Ignatieff hits a nerve in Quebec

La nation québécoise vue du Canada


With his recent call to resume efforts to find constitutional accommodation with Quebec, Michael Ignatieff has predictably sparked more outrage than support for his bid for the Liberal leadership, at least outside Quebec.
But in the province, his position has attracted some high-profile endorsements. The weekend before last, Marc Garneau, the Liberal star candidate in Quebec in the last federal election, rallied to Ignatieff's view. In an open letter to newspapers, the former astronaut urged Canada to enshrine Quebec's status as a nation in the Constitution.
Like Ignatieff, Garneau followed the divisive Meech and Charlottetown debates from a distance. Bob Rae, who had a front-row seat on both episodes, has argued that his rival's absence from Canada over that stormy period accounts for his poor appreciation of the perils involved in a new constitutional adventure.
Stephane Dion, who has also waded into the debate, feels that there is no reason not to let sleeping dogs lie as Canada is "a country that works well in practice if not in theory."
But in his open letter, Garneau takes issue with the notion that those who feel that the time has come to talk again about the Constitution are inspired by naivete and ignorance. He argues on the contrary that it was his hard-earned experience as a defeated Liberal candidate in Quebec in the recent election that convinced him of the absolute necessity of pursuing the constitutional file.
Garneau writes that he started out sharing views that were largely similar to those of Dion and Rae. But that, he says, was because he was getting his impressions of Quebec second-hand through the English-language national media, something he now describes as "living in a bubble." Having had time to see for himself, he is convinced that the greater risk is to continue to shrug off the constitutional aspirations of Quebecers.
That does not mean Rae does not have a point when he warns that the decks are stacked against a constitutional breakthrough. One can only assume Premier Jean Charest shares that view. The premier was prompt to call the Prime Minister to order last spring when Stephen Harper waffled on whether Quebec was a nation. But he has studiously avoided endorsing Ignatieff's recent overtures.

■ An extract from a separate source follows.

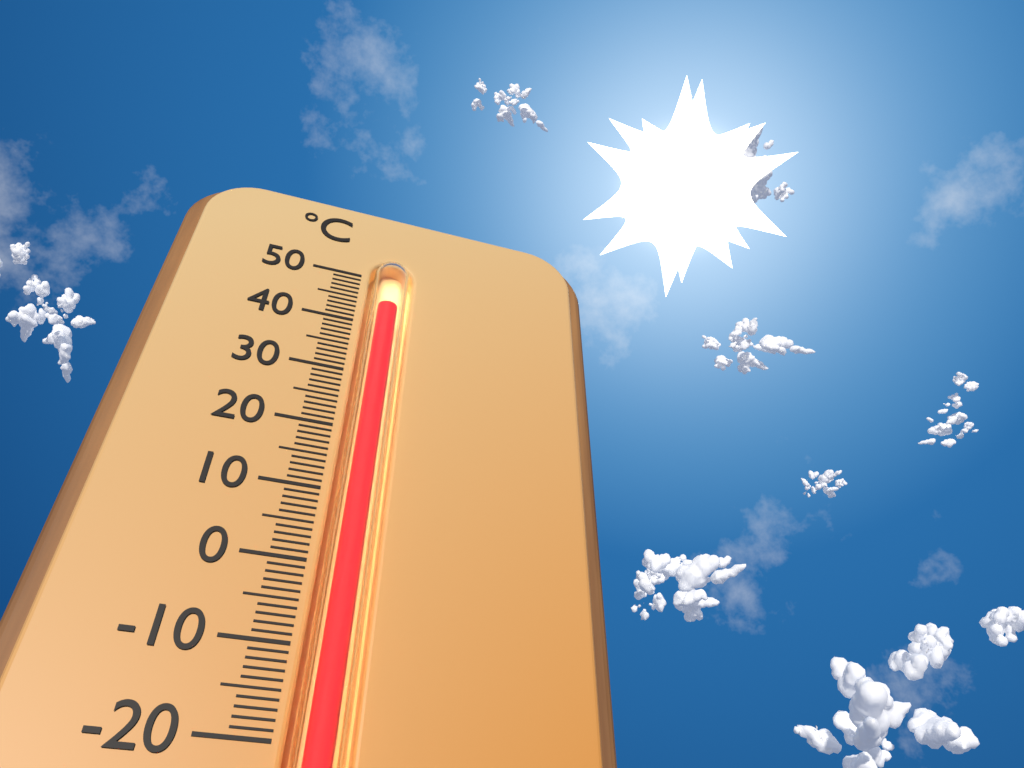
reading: 44 °C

But, with respect to Dion, neither does it follow that all is well in Canada given the current constitutional predicament.
In Dion's Canada, two of the three national parties - including his own - are absent from Alberta and from much of francophone Quebec. For more than a decade, half of Dion's fellow francophone Quebecers have been voting for a federal party whose main goal is the dissolution of Canada's political union. Meanwhile, under a premier whose federalist credentials are impeccable, Quebec is operating on the periphery of the social union of the federation.
According to Statistics Canada, Alberta's economy is growing at a rate comparable with China's. As a result, Canadians are migrating to the West in ever greater numbers. The economic heart of the federation may be beating to the sound of the economy of the West but its political head remains resolutely buried in Central Canadian sand.
The Constitution as it now stands ensures that Western Canada plays under its weight in the national institutions. New Brunswick, with a population of 750,000, is guaranteed more Senate seats than Alberta (3.3 million) or British Columbia (4.3 million). A similar problem prevents the representation of those provinces in the Commons from keeping up with their growing population.
These days, the Prime Minister is bending over backwards to reform the Senate without opening the Constitution. Ironically, one of the consequences of Harper's attempts to have an elected Senate would be to inject more legitimacy into an institution within which his electoral base is condemned to be under-represented.
Overall, the current regime is set up in such a way that the provinces that depend on the rest of the federation to make ends meet have a bigger voice on the governance of the country than some of those who foot the bills.
The only way to address this dysfunction would be to amend the Constitution. But if, as Dion claims, the lack of modern national institutions is not preventing Canada from living up to its full potential, it may be because Parliament is less and less relevant to its national life. In a normal world, that should be a concern for those who are vying to lead the country.
Chantal Hebert's national affairs column appears Monday, Wednesday and Friday. chebert @ thestar.ca.